More than half of the world’s most populated cities are getting wetter, according to new research on how water patterns are undergoing dramatic shifts in urban areas as climate change intensifies the atmospheric effects.
The academic study involving Bristol and Cardiff universities, on behalf of aid group WaterAid, found that 52 per cent of cities showed a wetter trend over the past four decades, including Colombo, Mumbai and Kuala Lumpur.
At the same time, some 44 per cent of urban centres were getting drier, including Los Angeles, Riyadh, Paris and Cairo.

Scientists say climate change is leading to more intense rainfall, as every degree of warming of the atmosphere means it has the capacity to hold 7 per cent more water.
Equally, moisture is evaporating from the surface because of warmer temperatures, with some places “seeing a huge drying effect”, said Katerina Michaelides, lead scientist from the University of Bristol.
The “huge variability” in water patterns around the world made anticipating the effects a big challenge, she said.
“[Cities are] all changing in different ways. And so that the challenges that each city is facing are completely different and therefore would require a bespoke approach,” she said.
South Asian cities had made the most dramatic flip from drier to flood conditions. The study showed about 13 per cent of cities had flipped from a historically drier climate to extreme wet conditions, including Lahore in Pakistan and Bogotá in Colombia.
By contrast, cities such as Madrid and Hong Kong were among the 7 per cent of big urban areas in the study that had shifted from a wetter to an extremely dry climate.
Europe’s ageing infrastructure meant many of the continent’s cities were increasingly vulnerable to the weather extremes.
However, it was the poorer cities across Asia and Africa that were most at risk from climate shifts, hitting access to clean water in urban areas already struggling with development challenges.
The study estimated one quarter of a billion people lived in cities that had shifted from one extreme to the other over the past 40 years, posing huge risks for urban populations and amplifying concerns about access to clean water.
“Climate whiplash” was experienced by 15 per cent of the world’s 100 most populous cities, including Hangzhou in China and Jakarta in Indonesia, as a result of an intensification of both droughts and floods.
Past research has found that weather-related disasters such as flooding and drought have increased by 400 per cent in the last 50 years, with 90 per cent of climate disasters driven by either too little or too much water.
Sol Oyuela, WaterAid’s executive director of global policy and campaigns, said four billion people globally already faced water scarcity.
The group has long warned of the consequences of so-called Day Zero — where a city runs out of water — which could push economies and security “to the brink”.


What needs to be done: For each line below that holds the string "radius", add one to a tally; report that tally alone.

Supplied information:
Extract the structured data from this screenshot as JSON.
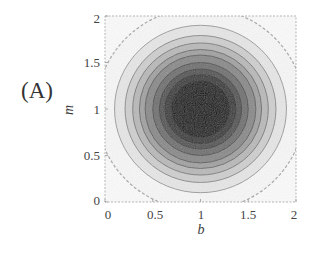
{
  "panel": {
    "label": "(A)"
  },
  "chart_data": {
    "type": "contour",
    "title": "",
    "panel_label": "(A)",
    "xlabel": "b",
    "ylabel": "m",
    "xlim": [
      0,
      2
    ],
    "ylim": [
      0,
      2
    ],
    "x_ticks": [
      "0",
      "0.5",
      "1",
      "1.5",
      "2"
    ],
    "y_ticks": [
      "0",
      "0.5",
      "1",
      "1.5",
      "2"
    ],
    "grid": false,
    "legend": null,
    "colormap": "grayscale (dark = high)",
    "center": {
      "b": 1.0,
      "m": 1.0
    },
    "contour_levels": [
      {
        "radius": 1.09,
        "fill": "#f7f7f7",
        "stroke": "#a8a8a8",
        "dashed": true
      },
      {
        "radius": 0.9,
        "fill": "#e6e6e6",
        "stroke": "#8a8a8a",
        "dashed": false
      },
      {
        "radius": 0.79,
        "fill": "#cfcfcf",
        "stroke": "#7a7a7a",
        "dashed": false
      },
      {
        "radius": 0.71,
        "fill": "#b9b9b9",
        "stroke": "#6e6e6e",
        "dashed": false
      },
      {
        "radius": 0.64,
        "fill": "#a2a2a2",
        "stroke": "#606060",
        "dashed": false
      },
      {
        "radius": 0.58,
        "fill": "#8a8a8a",
        "stroke": "#545454",
        "dashed": false
      },
      {
        "radius": 0.5,
        "fill": "#717171",
        "stroke": "#474747",
        "dashed": false
      },
      {
        "radius": 0.43,
        "fill": "#555555",
        "stroke": "#3a3a3a",
        "dashed": false
      },
      {
        "radius": 0.37,
        "fill": "#3a3a3a",
        "stroke": "#2a2a2a",
        "dashed": false
      },
      {
        "radius": 0.3,
        "fill": "#1f1f1f",
        "stroke": "#1a1a1a",
        "dashed": false
      },
      {
        "radius": 0.2,
        "fill": "#141414",
        "stroke": "#141414",
        "dashed": false
      }
    ],
    "background_fill": "#fbfbfb",
    "frame_color": "#b5b5b5"
  }
}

Response: 11